Look at all the texts referred to in the first few paragraphs – this student is showing that she has read broadly (and in this case, beyond the syllabus). Always a good idea, provided the texts that are referred to are relevant in the context.

Note how in the body of the essay, the writer of this essay explains and substantiates her thesis statement. It is almost as if she is arguing a case in front of a jury – she makes a claim, and then immediately supplies evidence to back it up. This means that her essay is persuasive and specific.

 

 

 

 

 

 

 

 

 

 

 

 

 

 

This writer’s own voice comes through very strongly in this essay. She is writing in a fairly formal academic style, but she is not using other people’s words, and her own feelings and opinions are visible when she uses phrases like "Atwood’s fascinating notions of visibility and invisibility". She is using ideas that came up in lectures and tutorials, but she has found ways using them in her own argument, and she is using her own words. It is difficult to get really good mark if you don’t manage to use your distinctive voice in a consistent and coherent way in your writing.

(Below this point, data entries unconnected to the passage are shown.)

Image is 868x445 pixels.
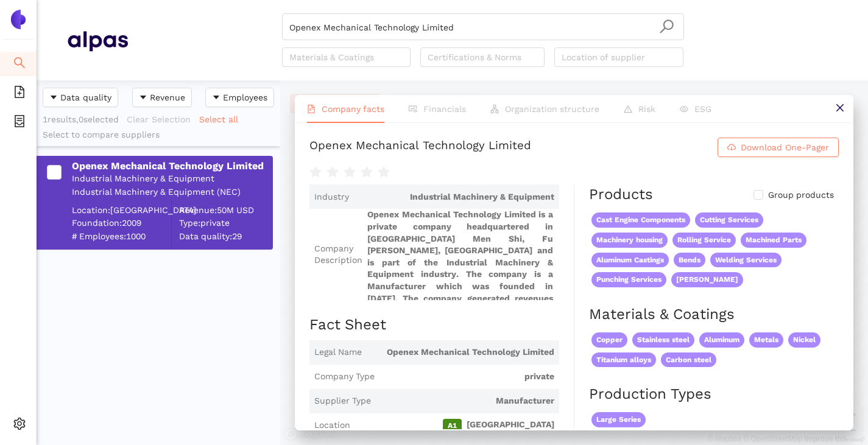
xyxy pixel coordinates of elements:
[198,110,246,129] button: Select all
[367,346,554,358] span: Openex Mechanical Technology Limited
[673,253,705,268] span: Bends
[589,184,653,205] div: Products
[326,166,338,179] span: star
[309,137,531,157] div: Openex Mechanical Technology Limited
[314,346,362,358] span: Legal Name
[380,370,554,383] span: private
[672,232,736,248] span: Rolling Service
[788,332,820,348] span: Nickel
[42,87,118,107] button: caret-downData quality
[13,111,25,135] span: container
[826,95,853,122] button: close
[49,93,58,103] span: caret-down
[505,104,599,114] span: Organization structure
[314,243,362,266] span: Company Description
[126,110,198,129] button: Clear Selection
[741,141,829,154] span: Download One-Pager
[591,212,690,228] span: Cast Engine Components
[67,25,128,56] img: Homepage
[659,19,674,34] span: search
[72,230,171,242] span: # Employees: 1000
[835,103,845,113] span: close
[343,166,355,179] span: star
[699,332,744,348] span: Aluminum
[8,9,28,29] img: Logo
[589,304,839,325] h2: Materials & Coatings
[661,353,716,368] span: Carbon steel
[717,137,839,157] button: cloud-downloadDownload One-Pager
[60,91,112,104] span: Data quality
[13,413,25,437] span: setting
[694,104,712,114] span: ESG
[671,272,743,287] span: [PERSON_NAME]
[361,166,373,179] span: star
[591,412,646,427] span: Large Series
[322,104,385,114] span: Company facts
[205,87,274,107] button: caret-downEmployees
[591,253,668,268] span: Aluminum Castings
[591,272,667,287] span: Punching Services
[695,212,763,228] span: Cutting Services
[354,191,554,203] span: Industrial Machinery & Equipment
[591,232,668,248] span: Machinery housing
[179,230,272,242] span: Data quality: 29
[355,418,554,432] span: [GEOGRAPHIC_DATA]
[223,91,267,104] span: Employees
[749,332,783,348] span: Metals
[199,113,238,126] span: Select all
[72,160,272,173] div: Openex Mechanical Technology Limited
[409,104,417,113] span: fund-view
[443,418,462,432] span: A1
[632,332,694,348] span: Stainless steel
[179,204,272,216] div: Revenue: 50M USD
[150,91,185,104] span: Revenue
[72,186,272,198] div: Industrial Machinery & Equipment (NEC)
[589,384,839,404] h2: Production Types
[309,315,559,335] h2: Fact Sheet
[309,166,322,179] span: star
[314,370,374,383] span: Company Type
[42,129,274,141] div: Select to compare suppliers
[13,53,25,77] span: search
[314,191,349,203] span: Industry
[307,104,316,113] span: file-text
[490,104,499,113] span: apartment
[179,217,272,229] span: Type: private
[72,204,171,216] div: Location: [GEOGRAPHIC_DATA]
[623,104,632,113] span: warning
[132,87,192,107] button: caret-downRevenue
[591,332,627,348] span: Copper
[591,353,656,368] span: Titanium alloys
[314,395,371,407] span: Supplier Type
[42,115,118,124] span: 1 results, 0 selected
[72,173,272,185] div: Industrial Machinery & Equipment
[367,209,554,300] span: Openex Mechanical Technology Limited is a private company headquartered in [GEOGRAPHIC_DATA] Men ...
[423,104,466,114] span: Financials
[13,82,25,106] span: file-add
[376,395,554,407] span: Manufacturer
[741,232,807,248] span: Machined Parts
[139,93,148,103] span: caret-down
[710,253,781,268] span: Welding Services
[378,166,390,179] span: star
[727,143,736,153] span: cloud-download
[763,189,839,201] span: Group products
[638,104,655,114] span: Risk
[72,217,171,229] span: Foundation: 2009
[212,93,220,103] span: caret-down
[314,419,350,432] span: Location
[680,104,688,113] span: eye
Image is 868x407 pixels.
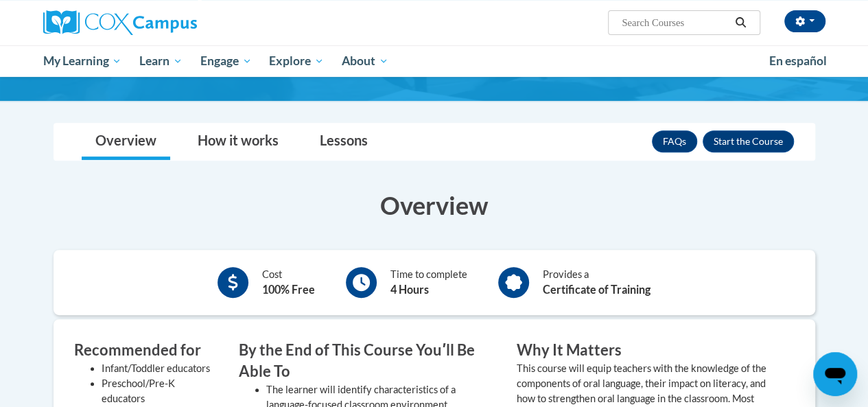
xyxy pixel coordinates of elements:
[33,46,836,77] div: Main menu
[262,282,315,296] b: 100% Free
[43,53,122,69] span: My Learning
[761,47,836,75] a: En español
[262,267,315,298] div: Cost
[730,14,751,31] button: Search
[184,124,292,160] a: How it works
[391,267,467,298] div: Time to complete
[785,10,825,32] button: Account Settings
[342,53,388,69] span: About
[333,46,397,77] a: About
[43,10,290,35] a: Cox Campus
[260,46,333,77] a: Explore
[34,46,131,77] a: My Learning
[53,188,815,223] h3: Overview
[517,339,774,361] h3: Why It Matters
[191,46,261,77] a: Engage
[306,124,381,160] a: Lessons
[130,46,191,77] a: Learn
[102,361,218,376] li: Infant/Toddler educators
[543,267,650,298] div: Provides a
[269,53,324,69] span: Explore
[239,339,496,382] h3: By the End of This Course Youʹll Be Able To
[652,130,697,152] a: FAQs
[769,53,827,68] span: En español
[43,10,197,35] img: Cox Campus
[82,124,170,160] a: Overview
[74,339,218,361] h3: Recommended for
[620,14,730,31] input: Search Courses
[703,130,794,152] button: Enroll
[139,53,183,69] span: Learn
[391,282,429,296] b: 4 Hours
[102,376,218,406] li: Preschool/Pre-K educators
[813,352,857,396] iframe: Button to launch messaging window
[543,282,650,296] b: Certificate of Training
[201,53,252,69] span: Engage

Note how the argument is structured around ideas rather than specific poems or novels. This shows that this writer has planned her essay carefully. She announces the ideas she wants to discuss in her topic sentences, and then draws on a range of texts to illustrate and clarify her statements. This helps her to avoid repetition, and it means that the essay does not read in a disjointed, episodic way. All her ideas advance an argument: she never merely paraphrases the poem or the novel. She refers to a text, it is always to help her develop an argument.

 

 

 

 

 

 

 

 

 

 

 

 

 

 

 

 

 

 

 

 

 

 

 

 

 

 

 

 

 

The conclusion restates the argument, and in a clever twist refers to the reader – her essay now becomes not just about Margaret Atwood, but about reading practices in general. Sometimes it is a good idea to open an idea up in this general way in the conclusion.

The bibliography is rather brief, for a 200-level essay. The second source is incomplete, and one does not number sources in the English Department.